Figure 9. A 1935 booklet of King George V Great Britain stamps includes this typewriter advertisement for the Remington Home Portable Typewriter.
Figure 10. A 1937 meter strip specimen from Dutch East Indies depicts a Smith Premier typewriter.
Figure 11. A 1904 Italian poster stamp (cinderella) illustrates a Model 6 typewriter manufactured by the Williams Typewriter Company of New York. The stamp represents a global demand for typewriters.
Figure 12. My favorite typist, Snoopy, and his trusty typewriter make a perfect addition to the author’s topical collection with this typewriter pictorial cancel for Peanuts-themed stamps issued in 2018 by Germany (Scott 3024-3025).
I have created typewriter exhibits for the ATA’s annual My One-Page Exhibit Program, published articles about typewriter philately, and have developed a typewriter philately presentation that I’ve delivered to stamp groups.

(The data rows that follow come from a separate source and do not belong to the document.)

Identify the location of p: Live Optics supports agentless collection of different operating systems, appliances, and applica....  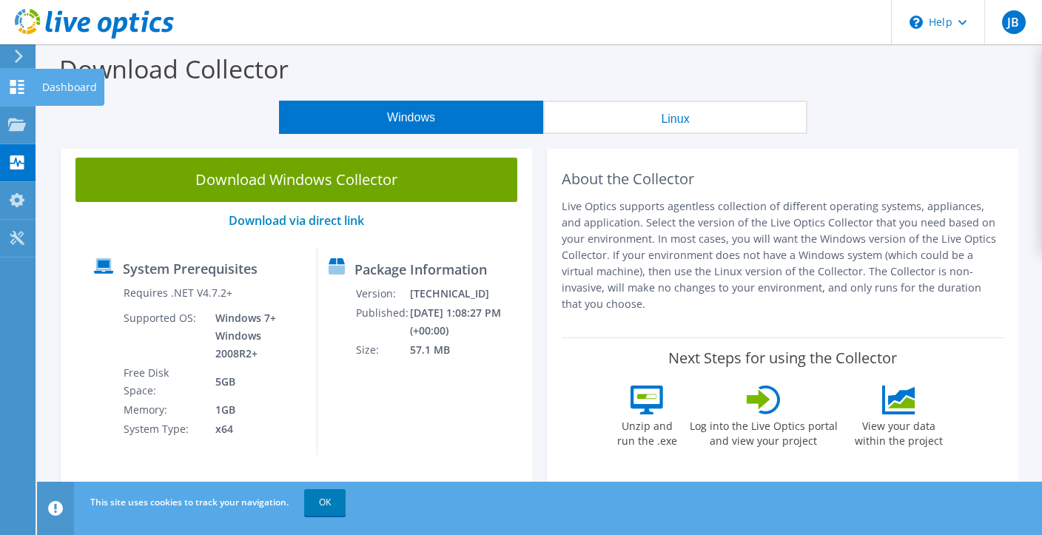
(782, 255).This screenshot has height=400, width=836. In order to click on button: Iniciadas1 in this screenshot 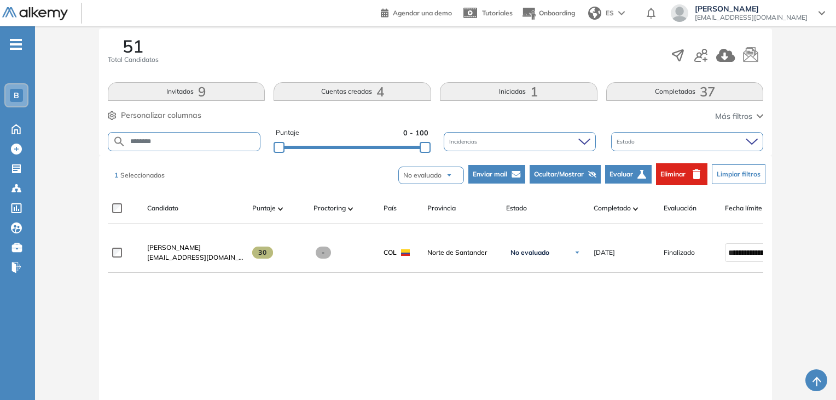, I will do `click(519, 91)`.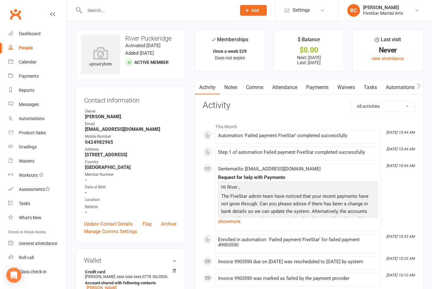  What do you see at coordinates (285, 87) in the screenshot?
I see `a: Attendance` at bounding box center [285, 87]. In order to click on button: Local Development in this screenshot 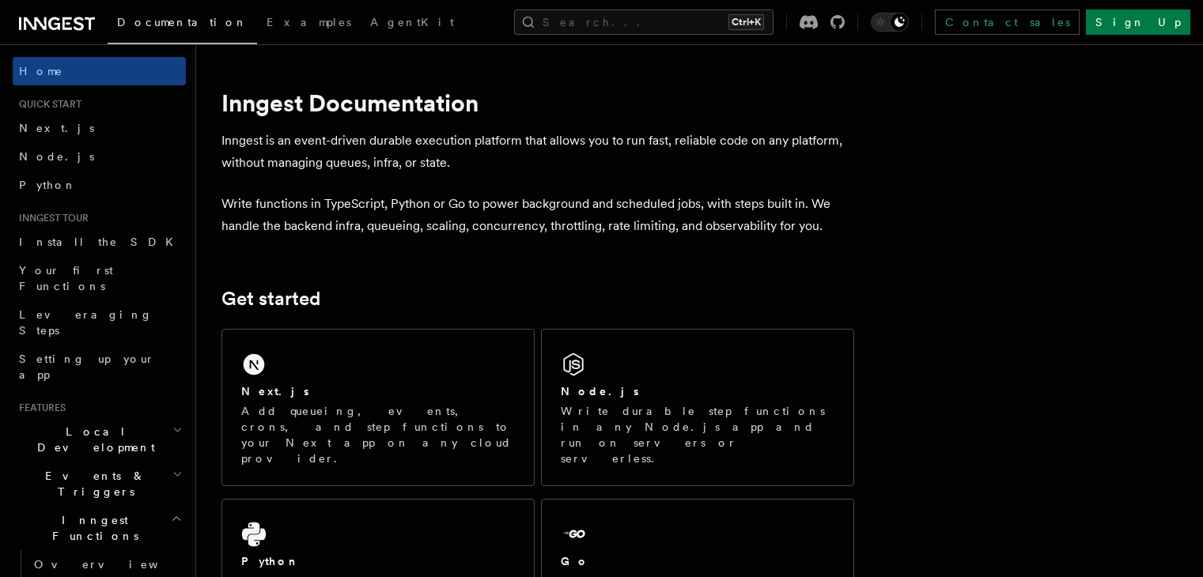, I will do `click(99, 440)`.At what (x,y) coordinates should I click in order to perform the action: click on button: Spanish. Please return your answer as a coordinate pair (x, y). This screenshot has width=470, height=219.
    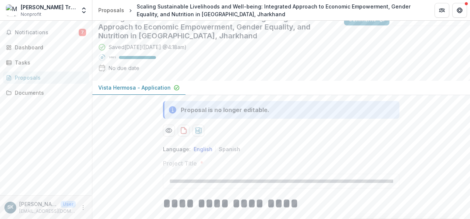
    Looking at the image, I should click on (229, 149).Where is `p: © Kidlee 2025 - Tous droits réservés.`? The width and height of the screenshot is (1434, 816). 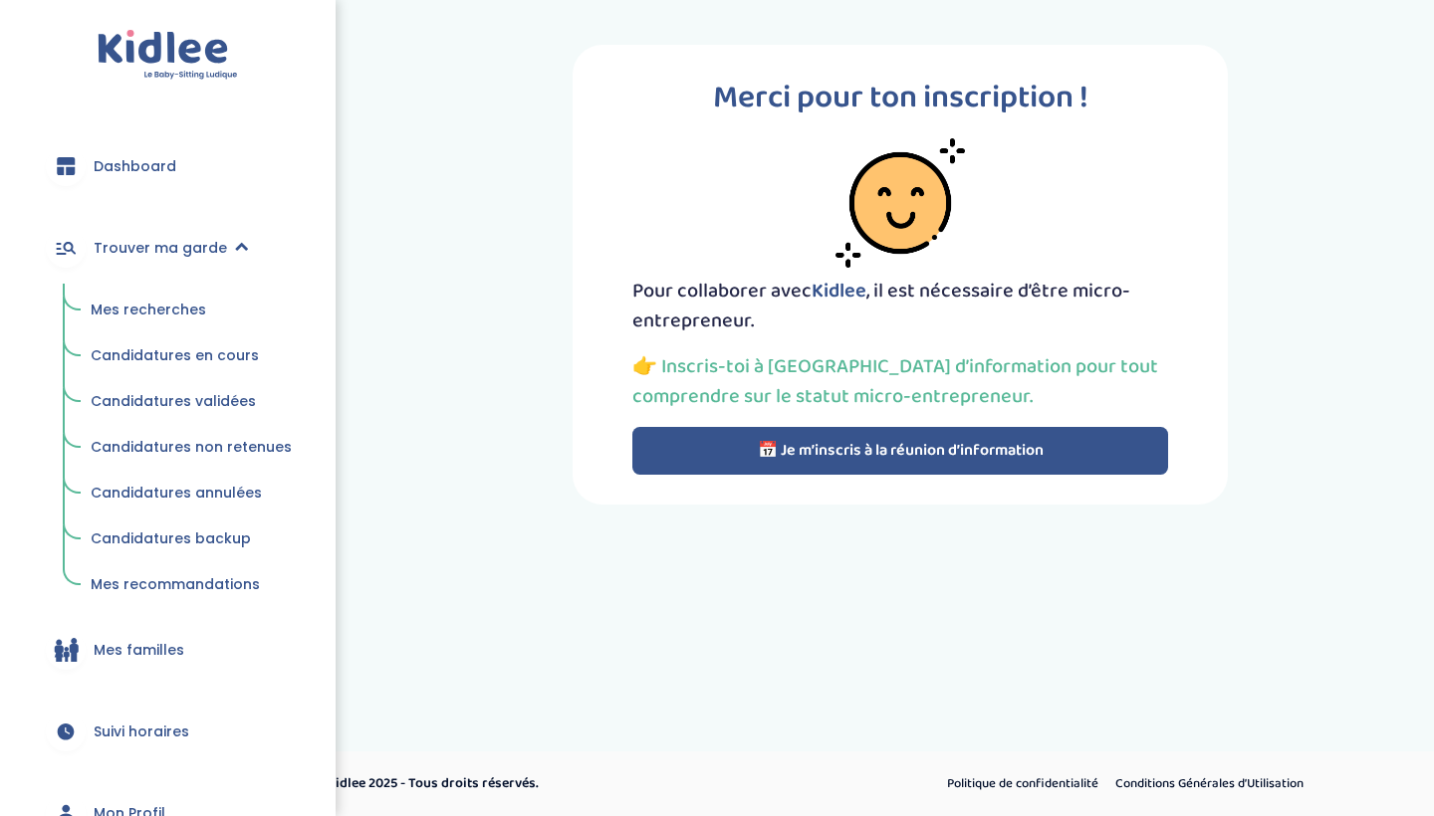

Finally, in the category of You Never Know Where Your Topical Collection Will Take You, I received a recent message from a typewriter collector and shop owner in Philadelphia. He’d seen my presentation, “Exploring Communication Through Typewriter Philately,” archived online at americantopical.org. He told me he had no idea that typewriter philately existed! In the future, we’ll be collaborating on typewriter history workshops to encourage new generations of typewriter lovers. I have a second goal: to expose newcomers to philately and topical collecting.
I love typewriters, and I love topical collecting. You are sure to enjoy topical collecting, too.
Getting back to those fun stamps you’ve been saving, it’s time to start building your topical collection. Join a study unit of philatelists who share an interest in your topic. Pick up an ATA checklist to begin your stamp search. And then, be ready for surprises. Your topical adventure is about to begin!
Resources
American Topical Association. “What is Topical Stamp Collecting?” Accessed December 1, 2022. https://americantopical.org/About-Topical-Collecting.
Casillo, Anthony. Typewriters: Iconic Machines from the Golden Age of Mechanical Writing. (San Francisco, CA: Chronicle Books, 2017).
Congrove, Jack R., Hamman, Dawn R., and Miller, Martin Kent, eds. Topical Adventures: A Guide to Topical and Thematic Stamp Collecting. (Greer, South Carolina: American Topical Association, 2020).
Gray, Jack. What’s First? From Abacus to Zebra: The First Time Topics are Depicted on Postage Stamps. Edited by Jack Andre Denys and John Hamman. (Carterville, Illinois: American Topical Association, 2018).
Howell, Joel D. Technology in the Hospital: Transforming Patient Care in the Early Twentieth Century. (Baltimore, Maryland: The Johns Hopkins University Press, 1995).
The Story of the Typewriter, 1873-1923. (Herkimer, New York: Herkimer County Historical Society, 1923).
Zulueta, Francisco M. and Nebres, Abriel M. Philippine History and Government Through the Years. (Mandaluyong City, Philippines: National Book Store, 2006).
Scott Standard Postage Stamp Catalogue (Sidney, Ohio: Amos Media Inc.)
The Author
Dr. Michele Bresso started collecting stamps at age 9. She collects countries (U.S. and Pitcairn Islands) as well as many topics. Bresso is a member of the American Topical Association Board of Directors, and is a director in the Knoxville Philatelic Society, her home stamp club. She is also a member of the American Philatelic Society, the American Association of Philatelic Exhibitors, the American First Day Cover Society, the Graphics Philately Association, the Cats on Stamps Study Unit, and the British Thematic Association. She writes a regular column on thematic exhibiting for Women Exhibitors and has authored articles in many philatelic publications.